Myth > Word of Mouth

On the Reliability of Memory

When myths are written down, or printed by machine, errors and omissions are bound to occur.  These then get passed on, sometimes by the thousands (especially since the advent of the printing press and then, modern reproduction methods.) The sacred oral tradition, however, safeguards against this.  As, for example, in the case of much of Indian mythology.

The Rig Veda is the world's oldest collection of living sacred literature that is still chanted in the form of hymns and prayers.
It incorporates ancient India's traditions, deities and religious rituals but this is also part of the heritage of the whole human race. The Vedas are an important repository of ancient knowledge. The world view as expressed in the oral tradition of ancient Indo-european people is unique, and it has survived because it was transmitted accurately from one generation to another by word of mouth over 5, 000 years, and perhaps even millenia longer.

Naturally, people have asked the question whether there have not been error of addition or omission, interpolation and mutilation during this process of transmission. Friedrich Maximilian Müeller (1823-1900) was the German philologist and Orientalist who introduced to the West The Sacred Books of the East.

 In his book, India: What Can It Teach Us? he repeatedly emphasized the uniqueness of the Vedas (The Rig or Royal Veda is one of many; it is considered the oldest one.) and awakened interest in Indology among educated people. He wrote:

                             "Entirely by Memory: This may sound startling, but -- what will sound still more startling,
                             and yet is a fact that can easily be ascertained by anybody who doubts it -- at the present
                             moment, if every MS of the Rig Veda were lost, we should be able to recover the
                             whole of it - from memory of the Srotriyas in India. These native students learn the
                             Veda by heart, and then they learn it from the mouth of their Guru, never from a MS, still
                             less from my printed edition, -- and after a time they teach it again to their pupils." I have
                             had such students in my room at Oxford, who not only could repeat these hymns, but
                             who repeated them with the proper accents (for the Vedic Sanskrit has accents like
                             Greek), nay who, when looking through my printed edition of the Rig Veda, could point
                             out a misprint without the slightest hesitation.

                              “Of course, this learning by heart is carried on under a strict discipline;  it is, in fact,
                              considered as a sacred duty. A native friend of mine, himself  a very distinguished
                              Vedic scholar, tells me that a boy, who is to be brought up as a student of
                              the Rig-Veda, has to spend about eight years in the house of his teacher.
                              He has to learn ten books: First, the hymns of the Rig-Veda; then a prose treatise on sacrifices,
                              called the Brahmana; then the so-called Forest-book or Aranyaka;
                              then the rules of domestic ceremonies; and lastly, six treatises on pronunciation,
                              grammar, etymology, metre, astronomy, and ceremonial.

                              “These ten books, it has been calculated, contain nearly 30,000 lines, each line
                              reckoned as thirty-two syllables. “A pupil studies every day, during the eight years of
                              his theological apprenticeship, except on the holidays, which are called "non-reading
                              days". There being 360 days in a lunar year, the eight years would give him 2,880
                              days. Deduct from this 384 holidays, and you get 2,496 working days during the eight
                              years. If you divide the number of lines, 30,000, by the number of working days, you get
                              about twelve lines to be learnt each day, though much time is taken up for practicing
                              and rehearsing what has been learnt before.

                              "Now this is the state of things at present, though I doubt whether it would last much
                              longer and I always impress on my friends in India, and therefore impress on those
                              who will soon be settled as Civil Servants in India, the duty of trying to learn all that
                              can still be learnt from these living libraries. Much ancient Sanskrit lore will be
                              lost for ever when that of Stotriyas becomes extinct."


**Prompt**.
Among the records below, find the lines with the word "half" and copy them.

**Extracted data**.
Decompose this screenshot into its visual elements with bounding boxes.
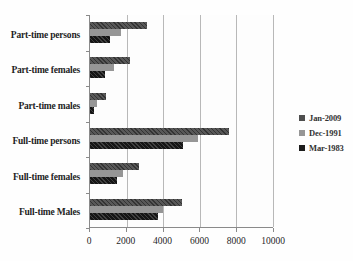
y-axis-tick-mark [86,51,89,52]
legend-item: Dec-1991 [299,125,344,140]
bar-jan-2009 [90,163,139,170]
y-axis-tick-mark [86,86,89,87]
bar-dec-1991 [90,206,163,213]
bar-group [90,15,273,50]
category-label: Part-time males [0,86,85,122]
bar-groups [90,15,273,227]
bar-dec-1991 [90,64,114,71]
bar-mar-1983 [90,71,105,78]
category-label: Part-time persons [0,15,85,51]
category-label: Part-time females [0,51,85,87]
bar-jan-2009 [90,22,147,29]
x-axis-tick-label: 10000 [261,236,285,246]
x-axis-tick-mark [273,228,274,232]
x-axis-tick-mark [236,228,237,232]
x-axis-tick-label: 8000 [227,236,246,246]
bar-group [90,192,273,227]
legend-item: Jan-2009 [299,110,344,125]
x-axis-tick-label: 4000 [153,236,172,246]
x-axis-tick-label: 2000 [116,236,135,246]
bar-group [90,86,273,121]
legend-label: Jan-2009 [309,113,341,123]
x-axis-tick-label: 6000 [190,236,209,246]
bar-group [90,121,273,156]
y-axis-tick-mark [86,15,89,16]
category-label: Full-time Males [0,193,85,229]
x-axis-tick-label: 0 [87,236,92,246]
category-label: Full-time persons [0,122,85,158]
bar-jan-2009 [90,93,106,100]
category-label: Full-time females [0,157,85,193]
legend-label: Mar-1983 [309,143,344,153]
bar-group [90,50,273,85]
x-axis-tick-mark [199,228,200,232]
legend-swatch-dec-1991 [299,130,305,136]
x-axis-tick-mark [163,228,164,232]
bar-jan-2009 [90,199,182,206]
y-axis-tick-mark [86,157,89,158]
legend-swatch-mar-1983 [299,145,305,151]
y-axis-tick-mark [86,228,89,229]
bar-dec-1991 [90,170,123,177]
category-axis-labels: Part-time personsPart-time femalesPart-t… [0,15,85,228]
legend: Jan-2009Dec-1991Mar-1983 [299,110,344,155]
bar-jan-2009 [90,57,130,64]
bar-dec-1991 [90,100,97,107]
legend-swatch-jan-2009 [299,115,305,121]
bar-jan-2009 [90,128,229,135]
bar-mar-1983 [90,36,110,43]
bar-dec-1991 [90,29,121,36]
employment-bar-chart: Part-time personsPart-time femalesPart-t… [0,0,353,261]
bar-mar-1983 [90,213,158,220]
bar-dec-1991 [90,135,198,142]
bar-mar-1983 [90,107,94,114]
legend-item: Mar-1983 [299,140,344,155]
y-axis-tick-mark [86,122,89,123]
bar-mar-1983 [90,142,183,149]
bar-mar-1983 [90,177,117,184]
y-axis-tick-mark [86,193,89,194]
plot-area [89,15,273,228]
gridline [273,15,274,227]
bar-group [90,156,273,191]
x-axis-tick-mark [126,228,127,232]
x-axis-tick-mark [89,228,90,232]
legend-label: Dec-1991 [309,128,342,138]
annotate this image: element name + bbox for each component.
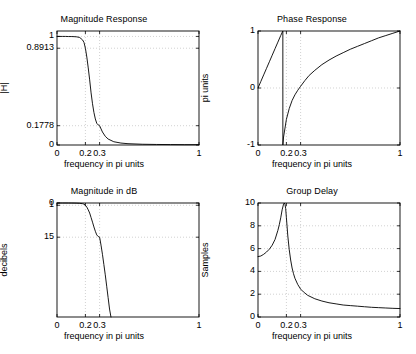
y-tick-label: 15	[13, 231, 54, 241]
y-tick-label: 0	[13, 139, 54, 149]
x-tick-label: 0	[244, 148, 272, 158]
y-axis-label: |H|	[0, 82, 9, 93]
x-tick-label: 1	[386, 148, 414, 158]
x-tick-label: 0	[43, 148, 71, 158]
y-tick-label: 2	[214, 288, 255, 298]
plot-magnitude-response: Magnitude Response frequency in pi units…	[0, 14, 208, 176]
x-tick-label: 1	[386, 320, 414, 330]
matlab-figure-window: Magnitude Response frequency in pi units…	[0, 0, 416, 354]
y-tick-label: 6	[214, 243, 255, 253]
x-tick-label: 0.3	[287, 320, 315, 330]
y-tick-label: 0	[214, 311, 255, 321]
y-axis-label: pi units	[200, 74, 210, 103]
x-axis-label: frequency in pi units	[208, 159, 416, 169]
y-tick-label: 1	[13, 199, 54, 209]
x-tick-label: 0.3	[86, 320, 114, 330]
y-axis-label: Samples	[200, 242, 210, 277]
x-tick-label: 0	[244, 320, 272, 330]
y-tick-label: 0	[214, 82, 255, 92]
x-axis-label: frequency in pi units	[0, 331, 208, 341]
x-tick-label: 0.3	[287, 148, 315, 158]
y-tick-label: -1	[214, 139, 255, 149]
x-axis-label: frequency in pi units	[0, 159, 208, 169]
y-tick-label: 0.8913	[13, 42, 54, 52]
plot-group-delay: Group Delay frequency in pi units Sample…	[208, 186, 416, 348]
x-tick-label: 0	[43, 320, 71, 330]
y-tick-label: 0.1778	[13, 120, 54, 130]
y-tick-label: 8	[214, 220, 255, 230]
x-tick-label: 0.3	[86, 148, 114, 158]
plot-magnitude-db: Magnitude in dB frequency in pi units de…	[0, 186, 208, 348]
y-tick-label: 1	[214, 25, 255, 35]
x-axis-label: frequency in pi units	[208, 331, 416, 341]
y-tick-label: 4	[214, 265, 255, 275]
y-tick-label: 1	[13, 30, 54, 40]
plot-phase-response: Phase Response frequency in pi units pi …	[208, 14, 416, 176]
y-axis-label: decibels	[0, 243, 9, 276]
y-tick-label: 10	[214, 197, 255, 207]
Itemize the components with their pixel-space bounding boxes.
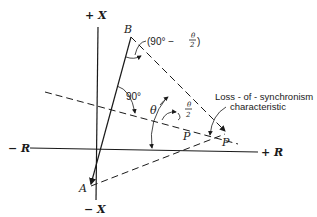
complement-angle-suffix: ): [197, 36, 200, 47]
annotation-arrow: [210, 107, 226, 135]
right-angle-label: 90°: [126, 91, 141, 102]
complement-angle-den: 2: [189, 41, 195, 49]
point-p-label: P: [182, 130, 191, 143]
theta-label: θ: [150, 104, 157, 117]
pos-r-label: + R: [261, 146, 283, 159]
line-ap: [91, 134, 225, 186]
point-a-label: A: [78, 182, 87, 195]
neg-x-label: − X: [84, 203, 106, 216]
line-bp: [131, 37, 225, 131]
complement-angle-prefix: (90° −: [147, 36, 174, 47]
complement-angle-num: θ: [191, 32, 196, 40]
half-theta-leader: [178, 113, 180, 120]
loss-of-sync-line: [45, 92, 238, 144]
point-b-label: B: [123, 23, 132, 36]
point-p-label-2: P: [221, 136, 230, 149]
annotation-line2: characteristic: [230, 101, 286, 112]
half-theta-num: θ: [187, 101, 192, 109]
theta-arc-top: [160, 97, 168, 105]
pos-x-label: + X: [85, 9, 107, 22]
complement-leader: [135, 41, 146, 55]
impedance-diagram: + X − X − R + R B A P P (90° − θ 2 ) 90°…: [0, 0, 317, 217]
neg-r-label: − R: [8, 142, 30, 155]
complement-angle-arc: [126, 56, 141, 58]
half-theta-arc: [162, 112, 176, 120]
x-axis: [96, 27, 98, 200]
half-theta-den: 2: [185, 111, 191, 119]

**Solution**.
half-theta-leader: [178, 113, 180, 120]
half-theta-num: θ: [187, 101, 192, 109]
half-theta-arc: [162, 112, 176, 120]
half-theta-den: 2: [185, 111, 191, 119]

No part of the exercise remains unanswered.